Re: A couple years ago (Score: 1) by rocks@pipedot.org on 2015-04-18 17:10 (#7AT5) You make a good point. However, in my experience men and women and ratios of men and women do make a difference at work because of different styles of individual and group behaviors, communication, etc. Whether the ultimate cause of this is nature or nurture. I am actually surprised at the implication that gender is a completely neutral factor in your workplaces because that hasn't been my experience. Maybe that reflects on me though.For what it's worth, here is an example anecdote from my workplace. We have a male Commissionaire at the entrance to our building. I have always had an easy experience in my interactions with him, but other colleagues of mine have not. The ones with the most difficulties are all diminutive women, it made me wonder if we were being treated differently principally on the basis of gender. Re: A couple years ago (Score: 0) by Anonymous Coward on 2015-04-20 07:36 (#7DCY) However, in my experience men and women and ratios of men and women do make a difference at work because of different styles of individual and group behaviors, communication, etc. Whether the ultimate cause of this is nature or nurture. I am actually surprised at the implication that gender is a completely neutral factor in your workplaces because that hasn't been my experience.Sure, from communication or social interaction points of view, the ratio absolutely does make a difference. But from a work quality point of view (e.g. code quality and research results), not so much. YMMV.

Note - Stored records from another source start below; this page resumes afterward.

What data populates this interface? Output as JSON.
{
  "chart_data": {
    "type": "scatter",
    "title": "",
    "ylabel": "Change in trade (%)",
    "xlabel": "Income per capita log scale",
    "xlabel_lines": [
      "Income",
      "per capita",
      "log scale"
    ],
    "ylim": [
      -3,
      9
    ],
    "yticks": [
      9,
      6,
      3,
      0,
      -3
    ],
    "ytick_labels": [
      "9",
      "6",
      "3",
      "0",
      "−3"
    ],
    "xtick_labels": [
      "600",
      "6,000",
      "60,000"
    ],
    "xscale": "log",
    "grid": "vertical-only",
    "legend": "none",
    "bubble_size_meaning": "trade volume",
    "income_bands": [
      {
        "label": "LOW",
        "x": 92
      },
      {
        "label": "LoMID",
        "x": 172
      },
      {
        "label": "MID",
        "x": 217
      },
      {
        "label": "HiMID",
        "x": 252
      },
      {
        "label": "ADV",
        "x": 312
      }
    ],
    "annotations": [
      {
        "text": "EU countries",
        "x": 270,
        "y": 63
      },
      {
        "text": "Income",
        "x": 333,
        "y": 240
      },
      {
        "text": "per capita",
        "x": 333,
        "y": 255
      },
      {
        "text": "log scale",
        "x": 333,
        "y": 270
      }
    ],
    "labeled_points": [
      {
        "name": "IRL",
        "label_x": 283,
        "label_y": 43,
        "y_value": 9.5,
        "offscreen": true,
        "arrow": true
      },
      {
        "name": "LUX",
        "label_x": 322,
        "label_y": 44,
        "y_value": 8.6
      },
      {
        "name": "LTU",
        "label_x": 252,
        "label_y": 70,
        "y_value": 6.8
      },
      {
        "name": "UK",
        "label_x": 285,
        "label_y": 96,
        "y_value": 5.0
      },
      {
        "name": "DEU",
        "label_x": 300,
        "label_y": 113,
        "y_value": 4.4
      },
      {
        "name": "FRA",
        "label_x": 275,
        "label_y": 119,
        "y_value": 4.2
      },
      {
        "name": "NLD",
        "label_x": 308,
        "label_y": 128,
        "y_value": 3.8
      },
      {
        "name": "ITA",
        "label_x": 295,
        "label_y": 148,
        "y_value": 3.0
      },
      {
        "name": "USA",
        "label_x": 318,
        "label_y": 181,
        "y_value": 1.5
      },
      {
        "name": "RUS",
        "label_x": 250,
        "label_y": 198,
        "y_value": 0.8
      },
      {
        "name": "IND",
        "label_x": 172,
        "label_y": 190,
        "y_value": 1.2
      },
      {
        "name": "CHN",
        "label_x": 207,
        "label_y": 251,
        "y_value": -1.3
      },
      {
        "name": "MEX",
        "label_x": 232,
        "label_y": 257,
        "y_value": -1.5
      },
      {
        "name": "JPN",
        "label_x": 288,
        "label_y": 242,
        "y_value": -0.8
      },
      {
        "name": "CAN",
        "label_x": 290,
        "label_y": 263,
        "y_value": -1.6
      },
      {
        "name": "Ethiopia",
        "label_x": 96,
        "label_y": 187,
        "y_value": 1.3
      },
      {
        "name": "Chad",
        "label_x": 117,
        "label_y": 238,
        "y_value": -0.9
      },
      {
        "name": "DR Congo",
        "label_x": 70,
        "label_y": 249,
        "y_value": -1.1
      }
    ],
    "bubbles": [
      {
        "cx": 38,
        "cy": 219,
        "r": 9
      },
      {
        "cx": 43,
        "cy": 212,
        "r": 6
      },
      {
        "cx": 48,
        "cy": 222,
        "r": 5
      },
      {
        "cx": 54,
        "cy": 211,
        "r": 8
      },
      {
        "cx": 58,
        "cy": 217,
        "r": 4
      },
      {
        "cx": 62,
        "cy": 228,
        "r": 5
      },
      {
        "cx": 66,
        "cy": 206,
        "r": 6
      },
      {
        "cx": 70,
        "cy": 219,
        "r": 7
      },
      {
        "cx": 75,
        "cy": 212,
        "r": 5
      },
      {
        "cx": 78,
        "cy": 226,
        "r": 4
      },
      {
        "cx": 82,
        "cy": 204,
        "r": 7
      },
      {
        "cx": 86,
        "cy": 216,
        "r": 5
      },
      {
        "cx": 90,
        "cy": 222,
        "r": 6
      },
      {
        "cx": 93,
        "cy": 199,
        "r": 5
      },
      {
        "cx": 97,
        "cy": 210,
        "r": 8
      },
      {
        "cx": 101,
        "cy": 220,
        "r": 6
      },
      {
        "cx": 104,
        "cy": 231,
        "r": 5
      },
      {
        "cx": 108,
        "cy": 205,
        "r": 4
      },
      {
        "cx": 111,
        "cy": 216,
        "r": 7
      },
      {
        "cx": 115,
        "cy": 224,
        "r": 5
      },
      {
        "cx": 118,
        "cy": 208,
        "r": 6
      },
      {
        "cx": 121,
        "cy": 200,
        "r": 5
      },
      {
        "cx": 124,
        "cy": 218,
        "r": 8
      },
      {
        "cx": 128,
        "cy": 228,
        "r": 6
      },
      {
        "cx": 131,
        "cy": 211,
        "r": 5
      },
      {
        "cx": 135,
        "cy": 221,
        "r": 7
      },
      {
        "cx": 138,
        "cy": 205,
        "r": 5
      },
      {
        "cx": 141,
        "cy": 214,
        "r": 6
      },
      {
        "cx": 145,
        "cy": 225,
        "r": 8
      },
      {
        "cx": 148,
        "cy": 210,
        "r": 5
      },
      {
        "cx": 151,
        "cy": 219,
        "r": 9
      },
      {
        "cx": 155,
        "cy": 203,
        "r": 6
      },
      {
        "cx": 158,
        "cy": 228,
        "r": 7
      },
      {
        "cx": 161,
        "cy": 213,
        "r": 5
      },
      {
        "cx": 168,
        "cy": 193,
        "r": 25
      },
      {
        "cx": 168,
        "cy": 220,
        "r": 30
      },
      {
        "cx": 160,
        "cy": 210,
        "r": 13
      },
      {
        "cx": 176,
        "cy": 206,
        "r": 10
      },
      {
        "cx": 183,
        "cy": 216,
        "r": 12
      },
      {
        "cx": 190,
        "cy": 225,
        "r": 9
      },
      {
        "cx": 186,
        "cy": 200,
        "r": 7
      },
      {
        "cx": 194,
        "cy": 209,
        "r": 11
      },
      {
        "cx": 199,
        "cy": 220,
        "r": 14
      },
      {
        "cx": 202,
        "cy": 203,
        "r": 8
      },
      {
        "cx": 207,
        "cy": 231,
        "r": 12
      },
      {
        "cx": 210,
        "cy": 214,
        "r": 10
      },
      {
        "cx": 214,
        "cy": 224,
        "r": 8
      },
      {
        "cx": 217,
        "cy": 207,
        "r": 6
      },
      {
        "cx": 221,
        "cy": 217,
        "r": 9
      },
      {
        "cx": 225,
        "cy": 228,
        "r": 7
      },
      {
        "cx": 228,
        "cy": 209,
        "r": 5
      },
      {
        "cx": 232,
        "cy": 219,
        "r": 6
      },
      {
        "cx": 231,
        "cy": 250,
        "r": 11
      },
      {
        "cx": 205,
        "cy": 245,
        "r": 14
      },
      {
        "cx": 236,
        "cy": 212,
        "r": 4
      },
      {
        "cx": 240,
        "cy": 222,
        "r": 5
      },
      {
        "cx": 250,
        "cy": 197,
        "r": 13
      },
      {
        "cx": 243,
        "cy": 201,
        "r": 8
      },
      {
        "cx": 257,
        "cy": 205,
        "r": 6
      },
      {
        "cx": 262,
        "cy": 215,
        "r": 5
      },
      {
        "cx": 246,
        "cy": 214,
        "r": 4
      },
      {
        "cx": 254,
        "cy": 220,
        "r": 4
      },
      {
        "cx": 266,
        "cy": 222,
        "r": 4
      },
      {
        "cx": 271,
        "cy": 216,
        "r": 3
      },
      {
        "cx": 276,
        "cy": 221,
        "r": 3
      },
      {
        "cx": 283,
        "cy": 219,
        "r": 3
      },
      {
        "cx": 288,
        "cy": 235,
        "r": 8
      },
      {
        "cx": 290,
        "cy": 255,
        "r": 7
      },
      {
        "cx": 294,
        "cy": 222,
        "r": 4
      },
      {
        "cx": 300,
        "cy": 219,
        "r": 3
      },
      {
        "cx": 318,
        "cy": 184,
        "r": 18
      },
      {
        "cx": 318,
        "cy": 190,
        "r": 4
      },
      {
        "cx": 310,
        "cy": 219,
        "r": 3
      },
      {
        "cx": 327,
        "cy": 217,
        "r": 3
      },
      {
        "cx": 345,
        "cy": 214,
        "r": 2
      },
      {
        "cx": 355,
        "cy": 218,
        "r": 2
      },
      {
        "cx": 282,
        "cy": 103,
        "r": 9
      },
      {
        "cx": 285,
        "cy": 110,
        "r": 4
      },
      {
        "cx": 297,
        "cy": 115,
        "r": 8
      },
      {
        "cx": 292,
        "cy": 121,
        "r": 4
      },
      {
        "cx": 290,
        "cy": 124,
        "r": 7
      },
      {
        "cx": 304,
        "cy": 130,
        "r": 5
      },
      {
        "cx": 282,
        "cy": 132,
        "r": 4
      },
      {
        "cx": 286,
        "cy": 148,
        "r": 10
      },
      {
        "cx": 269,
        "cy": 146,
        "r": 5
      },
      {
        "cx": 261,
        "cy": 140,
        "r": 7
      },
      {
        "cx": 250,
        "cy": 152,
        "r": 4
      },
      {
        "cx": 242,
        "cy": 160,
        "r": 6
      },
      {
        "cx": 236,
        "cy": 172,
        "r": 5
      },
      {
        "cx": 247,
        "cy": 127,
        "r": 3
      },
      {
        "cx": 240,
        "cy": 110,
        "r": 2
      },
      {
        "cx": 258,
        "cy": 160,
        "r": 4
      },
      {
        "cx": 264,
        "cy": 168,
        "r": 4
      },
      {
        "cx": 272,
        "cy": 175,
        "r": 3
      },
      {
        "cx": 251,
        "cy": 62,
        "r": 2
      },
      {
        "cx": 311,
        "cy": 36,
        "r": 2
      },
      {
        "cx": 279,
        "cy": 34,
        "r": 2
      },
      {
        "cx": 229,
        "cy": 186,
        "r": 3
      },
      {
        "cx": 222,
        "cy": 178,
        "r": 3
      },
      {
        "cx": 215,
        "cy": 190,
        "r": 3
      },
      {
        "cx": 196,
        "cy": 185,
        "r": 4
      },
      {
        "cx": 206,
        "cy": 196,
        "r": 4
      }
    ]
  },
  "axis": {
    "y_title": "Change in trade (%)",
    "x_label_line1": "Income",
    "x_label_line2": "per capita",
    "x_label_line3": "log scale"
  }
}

Re: A couple years ago (Score: 0) by Anonymous Coward on 2015-04-20 07:36 (#7DCY) However, in my experience men and women and ratios of men and women do make a difference at work because of different styles of individual and group behaviors, communication, etc. Whether the ultimate cause of this is nature or nurture. I am actually surprised at the implication that gender is a completely neutral factor in your workplaces because that hasn't been my experience.Sure, from communication or social interaction points of view, the ratio absolutely does make a difference. But from a work quality point of view (e.g. code quality and research results), not so much. YMMV.